Cleveland again won the AAFC championship in 1949 before the league dissolved and the Browns were absorbed by the more established NFL.
After football, Grigg owned and ran a successful restaurant in Texas for 18 years, retiring in the early 1970s as his health began to falter.
In late 1976, he was arrested after shooting and killing his son Michael, who was taking drugs and had been convicted of burglary the year before.
[4] As a joke at practice, Buffalo coach Red Dawson occasionally told players to "take two laps around Grigg".
[6] Grigg played one year for the Rockets before being traded along with Alex Agase to the Cleveland Browns, a team that had won the first two AAFC championships.
[8] Cleveland won the championship again in 1949, but the AAFC dissolved after the season and the Browns were absorbed by the more established National Football League (NFL).
[10] In 1950, Cleveland's first season in the NFL, the team finished with a 10–2 record and advanced to the championship game against the Los Angeles Rams.
[13] Grigg stayed with the Browns for the 1951 season, when the team again reached the championship game but lost to the Rams.
[16] After his playing career ended, Grigg owned and operated a successful restaurant in Ore City, Texas that was well known in Upshur County for its catfish.
"[18] The jury in Grigg's murder trial was deadlocked 9 to 3; he changed his plea to guilty of involuntary manslaughter and was sentenced to five years of probation.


Your task:
For each entry, return the text exactly and omit any image.
*** Opening of Study material ***
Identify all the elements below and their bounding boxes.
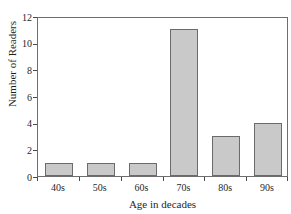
x-tick-mark — [204, 177, 205, 181]
chart-title-remnant — [60, 0, 240, 3]
x-axis-tick-marks — [37, 177, 288, 181]
y-tick-label: 0 — [16, 172, 32, 183]
y-tick-label: 2 — [16, 145, 32, 156]
x-tick-label: 50s — [79, 182, 121, 194]
x-tick-mark — [163, 177, 164, 181]
y-tick-label: 10 — [16, 38, 32, 49]
x-tick-label: 40s — [37, 182, 79, 194]
bar — [45, 163, 73, 176]
bar — [170, 29, 198, 176]
bar — [254, 123, 282, 176]
x-tick-mark — [287, 177, 288, 181]
plot-area — [37, 17, 288, 177]
x-tick-label: 80s — [204, 182, 246, 194]
bar — [212, 136, 240, 176]
y-tick-label: 4 — [16, 118, 32, 129]
y-tick-label: 8 — [16, 65, 32, 76]
bar — [129, 163, 157, 176]
x-axis-tick-labels: 40s50s60s70s80s90s — [37, 182, 288, 194]
x-tick-mark — [37, 177, 38, 181]
y-axis-tick-labels: 024681012 — [14, 0, 32, 214]
x-tick-label: 60s — [121, 182, 163, 194]
x-tick-label: 90s — [246, 182, 288, 194]
x-tick-mark — [246, 177, 247, 181]
x-axis-label: Age in decades — [37, 198, 288, 211]
x-tick-mark — [121, 177, 122, 181]
y-tick-label: 6 — [16, 92, 32, 103]
bars-container — [38, 18, 287, 176]
y-tick-label: 12 — [16, 12, 32, 23]
x-tick-label: 70s — [163, 182, 205, 194]
bar-chart-figure: Number of Readers 024681012 40s50s60s70s… — [0, 0, 291, 214]
x-tick-mark — [79, 177, 80, 181]
bar — [87, 163, 115, 176]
*** Close of Study material ***
Written answer:
Identify all the elements below and their bounding boxes.
x-tick-mark — [204, 177, 205, 181]
chart-title-remnant — [60, 0, 240, 3]
x-axis-tick-marks — [37, 177, 288, 181]
y-tick-label: 0 — [16, 172, 32, 183]
y-tick-label: 2 — [16, 145, 32, 156]
x-tick-label: 50s — [79, 182, 121, 194]
x-tick-mark — [163, 177, 164, 181]
y-tick-label: 10 — [16, 38, 32, 49]
x-tick-label: 40s — [37, 182, 79, 194]
bar — [45, 163, 73, 176]
bar — [170, 29, 198, 176]
bar — [254, 123, 282, 176]
x-tick-mark — [287, 177, 288, 181]
plot-area — [37, 17, 288, 177]
x-tick-label: 80s — [204, 182, 246, 194]
bar — [212, 136, 240, 176]
y-tick-label: 4 — [16, 118, 32, 129]
y-tick-label: 8 — [16, 65, 32, 76]
bar — [129, 163, 157, 176]
x-axis-tick-labels: 40s50s60s70s80s90s — [37, 182, 288, 194]
x-tick-mark — [37, 177, 38, 181]
y-axis-tick-labels: 024681012 — [14, 0, 32, 214]
x-tick-label: 60s — [121, 182, 163, 194]
x-tick-label: 90s — [246, 182, 288, 194]
x-tick-mark — [246, 177, 247, 181]
x-axis-label: Age in decades — [37, 198, 288, 211]
x-tick-mark — [121, 177, 122, 181]
y-tick-label: 6 — [16, 92, 32, 103]
bars-container — [38, 18, 287, 176]
y-tick-label: 12 — [16, 12, 32, 23]
x-tick-label: 70s — [163, 182, 205, 194]
bar-chart-figure: Number of Readers 024681012 40s50s60s70s… — [0, 0, 291, 214]
x-tick-mark — [79, 177, 80, 181]
bar — [87, 163, 115, 176]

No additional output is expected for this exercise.